Re: [NEEDS-REVIEW] Re: [PATCH v11 25/25] x86/cet/shstk: Add arch_prctl functions for shadow stack

From: Andy Lutomirski
Date: Mon Sep 20 2021 - 12:51:50 EST




On Mon, Sep 13, 2021, at 6:33 PM, Edgecombe, Rick P wrote:
> On Mon, 2020-09-14 at 11:31 -0700, Andy Lutomirski wrote:
> > > On Sep 14, 2020, at 7:50 AM, Dave Hansen <dave.hansen@xxxxxxxxx>
> > > wrote:
> > >
> > > On 9/11/20 3:59 PM, Yu-cheng Yu wrote:
> > > ...
> > > > Here are the changes if we take the mprotect(PROT_SHSTK)
> > > > approach.
> > > > Any comments/suggestions?
> > >
> > > I still don't like it. :)
> > >
> > > I'll also be much happier when there's a proper changelog to
> > > accompany
> > > this which also spells out the alternatives any why they suck so
> > > much.
> > >
> >
> > Let’s take a step back here. Ignoring the precise API, what exactly
> > is
> > a shadow stack from the perspective of a Linux user program?
> >
> > The simplest answer is that it’s just memory that happens to have
> > certain protections. This enables all kinds of shenanigans. A
> > program could map a memfd twice, once as shadow stack and once as
> > non-shadow-stack, and change its control flow. Similarly, a program
> > could mprotect its shadow stack, modify it, and mprotect it back. In
> > some threat models, though could be seen as a WRSS bypass. (Although
> > if an attacker can coerce a process to call mprotect(), the game is
> > likely mostly over anyway.)
> >
> > But we could be more restrictive, or perhaps we could allow user code
> > to opt into more restrictions. For example, we could have shadow
> > stacks be special memory that cannot be written from usermode by any
> > means other than ptrace() and friends, WRSS, and actual shadow stack
> > usage.
> >
> > What is the goal?
> >
> > No matter what we do, the effects of calling vfork() are going to be
> > a
> > bit odd with SHSTK enabled. I suppose we could disallow this, but
> > that seems likely to cause its own issues.
>
> Hi,
>
> Resurrecting this old thread to highlight a consequence of the design
> change that came out of it. I am going to be taking over this series
> from Yu-cheng, and wanted to check if people would be interested in re-
> visiting this interface.
>
> The consequence I wanted to highlight, is that making userspace be
> responsible for mapping memory as shadow stack, also requires moving
> the writing of the restore token to userspace for glibc ucontext
> operations. Since these operations involve creating/pivoting to new
> stacks in userspace, ucontext cet support involves also creating a new
> shadow stack. For normal thread stacks, the kernel has always done the
> shadow stack allocation and so it is never writable (in the normal
> sense) from userspace. But after this change makecontext() now first
> has to mmap() writable memory, then write the restore token, then
> mprotect() it as shadow stack. See the glibc changes to support
> PROT_SHADOW_STACK here[0].
>
> The writable window leaves an opening for an attacker to create an
> arbitrary shadow stack that could be pivoted to later by tweaking the
> ucontext_t structure. To try to see how much this matters, we have done
> a small test that uses this window to ROP from writes in another
> thread during the makecontext()/setcontext() window. (offensive work
> credit to Joao on CC). This would require a real app to already to be
> using ucontext in the course of normal runtime.

My general opinion here (take this with a grain of salt -- I haven't paged back in every single detail) is that the kernel should make it straightforward for a libc to do the right thing without nasty races, cross-thread coordination, or unnecessary permission to write to the stack. I *also* think that it should be possible for userspace to manage its own shadow stack allocation if it wants to, since I'm sure there will be JIT or green thread or other use cases that want to do crazy things that we fail to anticipate with in-kernel magic.

So perhaps we should keep the explicit allocation and free operations, have a way to opt-in to WRSS being flipped on, but also do our best to have API that handle the known cases well.

Does that make sense? Can we have both approaches work in the same kernel?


:: Exercise ::
Go through the material underneath and show every line where the string "事業の再生" occurs.

:: Extracted information ::
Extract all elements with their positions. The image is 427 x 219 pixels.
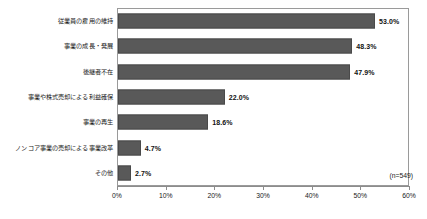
bar-segment (118, 13, 375, 28)
category-label: 事業や株式売却による利益確保 (28, 94, 113, 101)
x-axis-tick-label: 30% (256, 192, 270, 199)
x-axis-tick-label: 50% (353, 192, 367, 199)
category-label: その他 (95, 170, 113, 177)
bar-value-label: 48.3% (356, 43, 376, 50)
bar-value-label: 4.7% (145, 144, 161, 151)
bar-chart: 従業員の雇用の維持 53.0% 事業の成長・発展 48.3% 後継者不在 47.… (0, 0, 427, 219)
x-axis-tick-label: 0% (112, 192, 122, 199)
bar-segment (118, 64, 350, 79)
x-axis-tick-label: 40% (305, 192, 319, 199)
category-label: ノンコア事業の売却による事業改革 (15, 144, 113, 151)
bar-row: 事業の再生 18.6% (0, 110, 427, 135)
x-axis-tick-label: 60% (402, 192, 416, 199)
bar-value-label: 22.0% (229, 93, 249, 100)
x-axis-tick (214, 186, 215, 190)
x-axis-tick-label: 20% (207, 192, 221, 199)
x-axis-tick (409, 186, 410, 190)
bar-row: その他 2.7% (0, 161, 427, 186)
category-label: 後継者不在 (83, 68, 114, 75)
x-axis-tick-label: 10% (159, 192, 173, 199)
bar-value-label: 53.0% (379, 17, 399, 24)
bar-segment (118, 166, 131, 181)
bar-row: 従業員の雇用の維持 53.0% (0, 8, 427, 33)
bar-segment (118, 39, 352, 54)
bar-row: 後継者不在 47.9% (0, 59, 427, 84)
bar-value-label: 2.7% (135, 170, 151, 177)
bar-rows: 従業員の雇用の維持 53.0% 事業の成長・発展 48.3% 後継者不在 47.… (0, 8, 427, 186)
bar-value-label: 18.6% (212, 119, 232, 126)
bar-value-label: 47.9% (354, 68, 374, 75)
x-axis-tick (166, 186, 167, 190)
x-axis-tick (312, 186, 313, 190)
bar-segment (118, 89, 225, 104)
sample-size-annotation: (n=549) (389, 172, 413, 179)
bar-segment (118, 115, 208, 130)
bar-row: 事業や株式売却による利益確保 22.0% (0, 84, 427, 109)
category-label: 従業員の雇用の維持 (58, 17, 113, 24)
x-axis-tick (117, 186, 118, 190)
category-label: 事業の再生 (83, 119, 114, 126)
x-axis-tick (263, 186, 264, 190)
bar-row: ノンコア事業の売却による事業改革 4.7% (0, 135, 427, 160)
x-axis-tick (360, 186, 361, 190)
bar-row: 事業の成長・発展 48.3% (0, 33, 427, 58)
category-label: 事業の成長・発展 (64, 43, 113, 50)
bar-segment (118, 140, 141, 155)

:: Task response ::
bar-row: 事業の再生 18.6% (0, 110, 427, 135)
category-label: 事業の再生 (83, 119, 114, 126)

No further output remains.